Live

The Dismemberment Plan, Jukebox The Ghost, Bells

Steven Morgan 30/01/2011

Rating: 5/5

If I need to explain to you who The Dismemberment Plan are, then I envy you. Where as I've played their back catalogue more than I care to admit to right now (though debut album ! less than the others admittedly), you still have the chance to hear it all for the very first time.


Every so often, a band will arrive at odds with the sound of an era, but with material powerful enough to disrupt the status quo. This was one of those bands, and ten years later, the material still stands strong. Think Fugazi, Prince, Q And Not U, De La Soul, Radiohead and you're someway there, yet simultaneously nowhere near.


Here are some bullet points for the bemused:



The set begins with the rising keyboard slide of Ellen And Ben. Even with this, one of their weaker songs and positively bland by their standards, I still stand there like a fool with a smile across my face. The Dismemberment Plan were just one of those bands who could blow you away even when they weren't at 100%. It's the opener in a set list that draws predominantly from the latter two albums and generously lasts over two hours. As these were their most popular releases, it makes sense, though on a personal level I can't help wishing for more from my favourite, Is Terrified.


They're a band who draw from so many varied influences, that it makes them incredibly difficult to pigeon hole or judge on one song alone. The crowd don't know whether to dance, bounce or scratch their beards. It's evident from the similarities with front man Travis Morrison's solo material that he was the primary songwriter, but it was the collective collaboration of the four that made them greater than the sum of their parts. Listen to the drumming on Girl O'Clock, the bass on I Love A Magician and the guitar on Following Through. All examples of the band at their best and to my joy, all played on this night to the rapturous New York crowd.


It would be hard to tell that the band had ever stopped playing these songs with the tightness of the performance and the lack of animosity between those on the stage. There's a refreshing lack of pretension with the band, as you'd expect based on the blunt honesty within Travis Morrison's lyrics "If I don't have sex by the end of the week, I'm going to die / If I don't feel a pair of soft lips on my own, oh, I'm going to hang my head and cry". This is never more evident than when they gather members of the audience onto the stage to join them in the drunken new years eve rambling vocals of live favourite The Ice Of Boston. There are no need for microphones during the collective "Hey! The ice of Boston is muddy!". There are familiar smiles on their faces and the conversational banter flows between songs as though in conversation with a room of close friends and not the thousands of faces staring back at them.


However, all good things come to an end, and with another live tradition they kick into the opening notes of OK, Jokes Over. It's not their strongest song by any means, but at some point it became a tradition within the band to close their shows with an extended version that includes a vocal verse from Travis of what seems like the first song that comes into his head. This time it's The National's Afraid Of Everyone that performs the duties, the most recently written part of the entire set. It may lack the finesse of their latter material, but the band explode through the thrashy punk from start to finish making it one of those tracks that most definitely translates better in the live environment.


As the final notes play out, the band wave to the sold out audience once again to leave the stage, perhaps for one of the last times. I never know what to make of it when a band reforms, the motives can play a great deal. When The Plan split, they always said they'd come back together to play occasional shows. Let's hope that the reaction to this tour allows that to continue to be the case.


Check each line of the records below and collect those holding "JSON".

### Exercise material
= = = = = = =

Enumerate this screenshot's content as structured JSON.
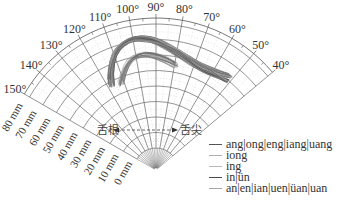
{
  "chart_data": {
    "type": "polar-line",
    "title": "",
    "angular_axis": {
      "ticks": [
        "150°",
        "140°",
        "130°",
        "120°",
        "110°",
        "100°",
        "90°",
        "80°",
        "70°",
        "60°",
        "50°",
        "40°"
      ],
      "range_deg": [
        40,
        150
      ]
    },
    "radial_axis": {
      "ticks": [
        "0 mm",
        "10 mm",
        "20 mm",
        "30 mm",
        "40 mm",
        "50 mm",
        "60 mm",
        "70 mm",
        "80 mm"
      ],
      "range_mm": [
        0,
        80
      ]
    },
    "annotations": {
      "back": "舌根",
      "front": "舌尖"
    },
    "legend": [
      {
        "label": "ang|ong|eng|iang|uang",
        "color": "#555555"
      },
      {
        "label": "iong",
        "color": "#b0b0b0"
      },
      {
        "label": "ing",
        "color": "#b8b8b8"
      },
      {
        "label": "in|ün",
        "color": "#4a4a4a"
      },
      {
        "label": "an|en|ian|uen|üan|uan",
        "color": "#a8a8a8"
      }
    ],
    "series_description": "Bundle of tongue-contour traces arcing from ~115° near 60 mm radius, peaking ~95°-100° at ~70 mm, descending toward ~50° at ~60 mm"
  }
}
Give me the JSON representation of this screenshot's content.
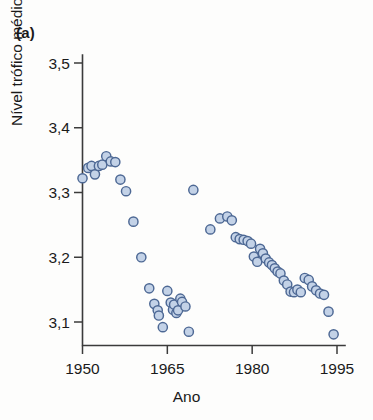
{
  "figure": {
    "panel_label": "(a)",
    "background_color": "#fdfdfc"
  },
  "axes": {
    "x_title": "Ano",
    "y_title": "Nível trófico médio",
    "x_ticks": [
      "1950",
      "1965",
      "1980",
      "1995"
    ],
    "y_ticks": [
      "3,5",
      "3,4",
      "3,3",
      "3,2",
      "3,1"
    ],
    "axis_color": "#3b3b3b"
  },
  "marker_style": {
    "fill_color": "#c3d2e7",
    "edge_color": "#4d6894",
    "radius": 4.6
  },
  "chart_data": {
    "type": "scatter",
    "title": "",
    "subtitle": "",
    "panel": "(a)",
    "xlabel": "Ano",
    "ylabel": "Nível trófico médio",
    "xlim": [
      1948,
      1996
    ],
    "ylim": [
      3.06,
      3.52
    ],
    "xticks": [
      1950,
      1965,
      1980,
      1995
    ],
    "xticklabels": [
      "1950",
      "1965",
      "1980",
      "1995"
    ],
    "yticks": [
      3.1,
      3.2,
      3.3,
      3.4,
      3.5
    ],
    "yticklabels": [
      "3,1",
      "3,2",
      "3,3",
      "3,4",
      "3,5"
    ],
    "grid": false,
    "legend": null,
    "decimal_separator": ",",
    "series": [
      {
        "name": "Nível trófico médio",
        "marker": "circle",
        "fill": "#c3d2e7",
        "edge": "#4d6894",
        "x": [
          1950,
          1951,
          1951.6,
          1952.2,
          1952.9,
          1953.5,
          1954.2,
          1955,
          1955.8,
          1956.7,
          1957.7,
          1959,
          1960.4,
          1961.8,
          1962.7,
          1963.3,
          1963.5,
          1964.2,
          1965,
          1965.6,
          1966,
          1966.2,
          1966.6,
          1966.9,
          1967.3,
          1967.6,
          1968.2,
          1968.8,
          1969.6,
          1972.6,
          1974.3,
          1975.6,
          1976.4,
          1977.1,
          1977.8,
          1978.5,
          1979.2,
          1979.8,
          1980.3,
          1980.9,
          1981.4,
          1981.9,
          1982.4,
          1983,
          1983.5,
          1984,
          1984.5,
          1985,
          1985.6,
          1986.2,
          1986.8,
          1987.4,
          1988,
          1988.6,
          1989.3,
          1990,
          1990.6,
          1991.3,
          1992,
          1992.7,
          1993.5,
          1994.4
        ],
        "y": [
          3.322,
          3.338,
          3.341,
          3.328,
          3.341,
          3.343,
          3.356,
          3.348,
          3.347,
          3.32,
          3.302,
          3.255,
          3.2,
          3.152,
          3.128,
          3.118,
          3.11,
          3.092,
          3.148,
          3.13,
          3.119,
          3.127,
          3.114,
          3.118,
          3.136,
          3.131,
          3.124,
          3.085,
          3.304,
          3.243,
          3.26,
          3.263,
          3.257,
          3.231,
          3.228,
          3.227,
          3.225,
          3.221,
          3.201,
          3.193,
          3.213,
          3.206,
          3.198,
          3.192,
          3.188,
          3.183,
          3.178,
          3.175,
          3.164,
          3.158,
          3.147,
          3.146,
          3.15,
          3.146,
          3.168,
          3.165,
          3.155,
          3.149,
          3.144,
          3.142,
          3.116,
          3.081
        ]
      }
    ]
  }
}
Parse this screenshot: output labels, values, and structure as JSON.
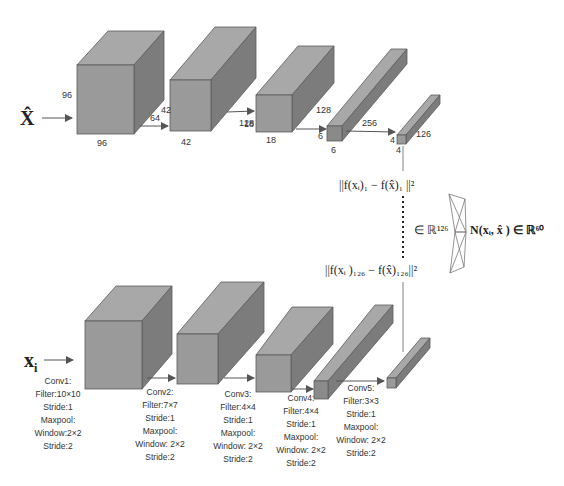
{
  "colors": {
    "front": "#9a9a9a",
    "top": "#a8a8a8",
    "side": "#7c7c7c",
    "edge": "#5a5a5a",
    "line": "#555555",
    "text": "#333333"
  },
  "top_branch": {
    "input_label": "X̂",
    "blocks": [
      {
        "id": "b1",
        "dims": {
          "height": "96",
          "width": "96",
          "depth": "64"
        }
      },
      {
        "id": "b2",
        "dims": {
          "height": "42",
          "width": "42",
          "depth": "128"
        }
      },
      {
        "id": "b3",
        "dims": {
          "height": "18",
          "width": "18",
          "depth": "128"
        }
      },
      {
        "id": "b4",
        "dims": {
          "height": "6",
          "width": "6",
          "depth": "256"
        }
      },
      {
        "id": "b5",
        "dims": {
          "height": "4",
          "width": "4",
          "depth": "126"
        }
      }
    ]
  },
  "bottom_branch": {
    "input_label": "x",
    "input_sub": "i",
    "layers": [
      {
        "name": "Conv1:",
        "filter": "Filter:10×10",
        "stride": "Stride:1",
        "pool": "Maxpool:",
        "window": "Window:2×2",
        "pool_stride": "Stride:2"
      },
      {
        "name": "Conv2:",
        "filter": "Filter:7×7",
        "stride": "Stride:1",
        "pool": "Maxpool:",
        "window": "Window: 2×2",
        "pool_stride": "Stride:2"
      },
      {
        "name": "Conv3:",
        "filter": "Filter:4×4",
        "stride": "Stride:1",
        "pool": "Maxpool:",
        "window": "Window: 2×2",
        "pool_stride": "Stride:2"
      },
      {
        "name": "Conv4:",
        "filter": "Filter:4×4",
        "stride": "Stride:1",
        "pool": "Maxpool:",
        "window": "Window: 2×2",
        "pool_stride": "Stride:2"
      },
      {
        "name": "Conv5:",
        "filter": "Filter:3×3",
        "stride": "Stride:1",
        "pool": "Maxpool:",
        "window": "Window: 2×2",
        "pool_stride": "Stride:2"
      }
    ]
  },
  "equations": {
    "diff_first": "||f(xᵢ)₁ − f(x̂)₁ ||²",
    "diff_last": "||f(xᵢ )₁₂₆ − f(x̂)₁₂₆||²",
    "space": "∈ ℝ¹²⁶",
    "network_output": "N(xᵢ, x̂ ) ∈ ℝ⁶⁰"
  }
}
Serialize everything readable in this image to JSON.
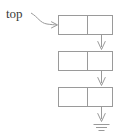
{
  "diagram": {
    "title": "top",
    "type": "linked-list-stack",
    "pointer_label": {
      "text": "top",
      "x": 6,
      "y": 16
    },
    "colors": {
      "stroke": "#9a9a9a",
      "box_fill": "#ffffff",
      "text": "#3a3a3a",
      "background": "#ffffff"
    },
    "geometry": {
      "box_left": 58,
      "box_right": 113,
      "box_width": 55,
      "box_height": 20,
      "divider_offset": 29,
      "link_x": 101.5
    },
    "nodes": [
      {
        "id": "node-1",
        "index": 0,
        "data_cell_label": "",
        "next_cell_label": "",
        "y": 15
      },
      {
        "id": "node-2",
        "index": 1,
        "data_cell_label": "",
        "next_cell_label": "",
        "y": 51
      },
      {
        "id": "node-3",
        "index": 2,
        "data_cell_label": "",
        "next_cell_label": "",
        "y": 87
      }
    ],
    "links": [
      {
        "id": "link-1",
        "from": "node-1",
        "to": "node-2",
        "x": 101.5,
        "y1": 25,
        "y2": 50
      },
      {
        "id": "link-2",
        "from": "node-2",
        "to": "node-3",
        "x": 101.5,
        "y1": 61,
        "y2": 86
      },
      {
        "id": "link-3",
        "from": "node-3",
        "to": "ground-symbol",
        "x": 101.5,
        "y1": 97,
        "y2": 121
      }
    ],
    "ground_symbol": {
      "id": "ground-symbol",
      "label": "null",
      "x": 101.5,
      "y": 124,
      "bars": [
        {
          "half_width": 8,
          "y": 124
        },
        {
          "half_width": 5.5,
          "y": 127
        },
        {
          "half_width": 3,
          "y": 130
        }
      ]
    },
    "top_pointer_path": {
      "description": "curved arrow from top label to first node left edge",
      "arrow_tip_x": 58,
      "arrow_tip_y": 25
    }
  }
}
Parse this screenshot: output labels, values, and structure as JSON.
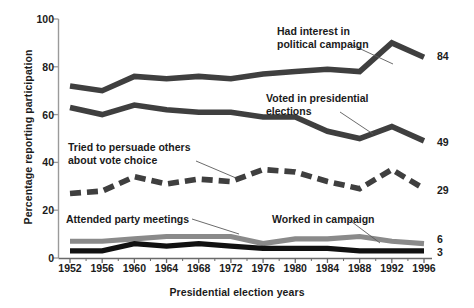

= = = = = = =

### Answer for the task
Enumerate this screenshot's content as structured JSON.
Give me the JSON representation of this screenshot's content.
Parse this screenshot: output labels, values, and structure as JSON.
Serialize everything readable in this image to JSON.
Parse this screenshot: output labels, values, and structure as JSON.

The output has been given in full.